The Labour Court in Johannesburg also ruled that Broadcasting, Electronic, Media & Allied Workers Union (BEMAWU)’s urgent application to oppose the decision to retrench workers was dismissed with costs in December.

On January 7, the public broadcaster announced that it had concluded its Section 189 process after it had suspended the execution of the process in November to enable management to further engage directly with employees on the proposed structures.

“After considering all options to minimise the total number of affected employees, the SABC has further reduced the number of affected redundant employees to 303 – just under half of the originally projected 600 redundancies,” the SABC said in a statement.

Unions at the SABC, including Communication Workers Union (CWU) and BEMAWU, are unhappy with the ongoing process.

As a result, the members of the unions have vowed to march in Pretoria today to hand over a memorandum of demands to the government in a joint protest action.

CWU General-Secretary, Aubrey Tshabalala told The Star that the union served a notice to strike to the public broadcaster on Friday.
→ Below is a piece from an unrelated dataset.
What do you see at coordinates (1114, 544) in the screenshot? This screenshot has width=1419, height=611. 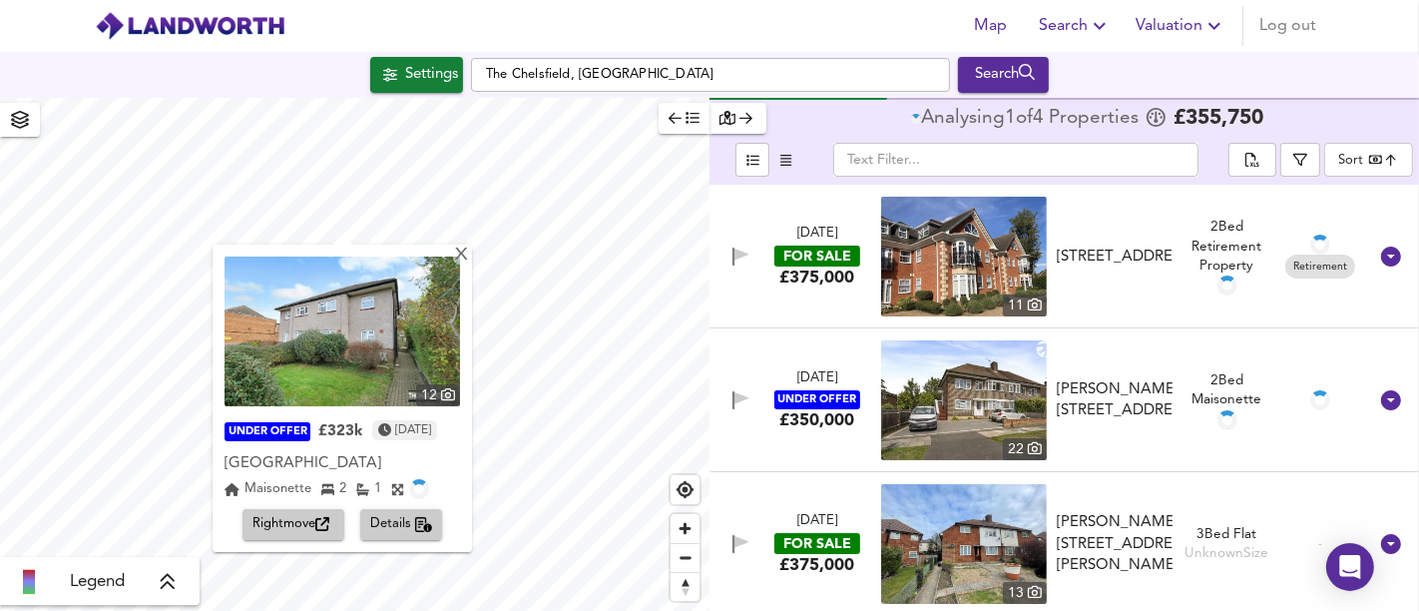 I see `div: Russett Close, Chelsfield, BR6 6HA` at bounding box center [1114, 544].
The general-secretary said the unions’ main demand is for SABC to stop the retrenchment process.

Tshabalala said that by instituting retrenchment, the SABC would be killing the capacity for in-house content to be generated, and outsourcing would be required to fill in the gaps.

“There is a perception that if you retrench, now there is a chance of cutting costs. However, the contrary will happen because there are more costs that they are incurring by retrenching these workers,” the general-secretary said.

He said SABC had not demonstrated any form of trying to create a new revenue stream to build a capacity to be self-sustainable.

“They are merely retrenching workers to create immediate profit which will be artificial and unsustainable,” he said.

He added that the current retrenchment process does not mean that after these workers are retrenched that the SABC would not need a bailout from the government or no additional requirements to retrench other workers.

“We’ve seen the same modus operandi are other state-owned enterprises like Telkom, so we are saying ‘Let us fight without boots on’ and if the government supports the process at least we will be there to say we have seen the fault lines around this issue,” he said.

The workers are further demanding that the board of the SABC be dissolved and for the public broadcaster to be placed under administration.

“We are calling for this board to be dissolved because this board seems to be interested in supporting and feeding their own tummies as individuals,” Tshabalala said.

He added that the workers want the SABC to be under administration so that the administration can run the SABC with a particular mandate and take it away from “troubles waters into safer shores.”

The protest over the retrenchments will see protesting workers start their picket at the SABC headquarters in Auckland Park because they will convoy to the Union Building to hand deliver their memorandum of demands to President Cyril Ramaphosa.

“We anticipate arriving and handing in the memorandum at 2PM. We’ve requested that the government will give us an individual who will be given the memorandum on behalf of the President,” the general-secretary said.